Ignacio Zaragoza Seguín: My Story of Cinco de Mayo
© 2021 by José Angel Gutiérrez
Printed in the United States of America
August 2021–October 2021
Versa Press, Inc., East Peoria, IL
5 4 3 2 1
To my granddaughers Analee, Lucia and Camryn and to my grandson Maximiliano.
—JAG
Contents
CHAPTER 1
WHO I AM
CHAPTER 2
HOW MY PARENTS MET
CHAPTER 3
MEXICO WINS DEPENDENCE
CHAPTER 4
TEXAS WAR FOR INDEPENDENCE
CHAPTER 5
THE YEARS AT THE HOUSE BY THE PRESIDIO
CHAPTER 6
THE SAN ANTONIO RIVER
CHAPTER 7
THE BATTLES THAT CHANGED OUR LIVES
CHAPTER 8
OUR FAMILY IS NO LONGER TEXAN
CHAPTER 9
LIFE IN MATAMOROS
CHAPTER 10
HORSES AND GUNS FOR THE BOYS
CHAPTER 11
WHAT TO BECOME
CHAPTER 12
GLASSES AND GIRLS
CHAPTER 13
THE UNITED STATES DECLARES WAR AGAINST MEXICO
CHAPTER 14
HALF OF MEXICO BECOMES PART OF THE UNITED STATES
CHAPTER 15
A BIRTH AND A DEATH
CHAPTER 16
FALLING IN LOVE
CHAPTER 17
GENERAL IGNACIO ZARAGOZA SEGUÍN
CHAPTER 18
THE FRENCH INVASION
CHAPTER 19
THE BATTLES BEGIN
CHAPTER 1
WHO I AM
My full name is Ignacio Zaragoza Seguín. I became a general in the Mexican Army. My troops won the Battle of Puebla against the French on May 5, 1862, which is celebrated as a holiday known as Cinco de Mayo. This is the story of how I became a hero.

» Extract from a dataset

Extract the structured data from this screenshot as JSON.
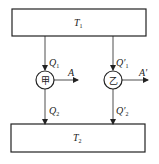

When I was growing up, I learned a lot from my parents, my mother mostly. In school, I always asked questions, but as I grew older, I learned a lot more from books. I always loved to read about history. Books were my special ships, capable of sailing to other lands in my mind.
My father, Miguel Zaragoza Valdés, was a handsome man and a soldier. The Zaragozas were a military family. This military tradition ended with me, though, because my sons died as infants. My mother’s side was the Seguín family. She was María de Jesús Seguín. Women got to keep their own last names when they married, which is what my mother did.
When my grandfather, José María, came from Spain to the New World as a soldier, he landed in Veracruz. He stayed there and started a family. My father was born in Veracruz, the port city where all those coming to New Spain would land. My father enlisted in the Spanish Army and in 1810 he was sent to Nacogdoches in Spanish East Texas. He was trained in the basics of loading and shooting his musket, as well as in the use of his bayonet.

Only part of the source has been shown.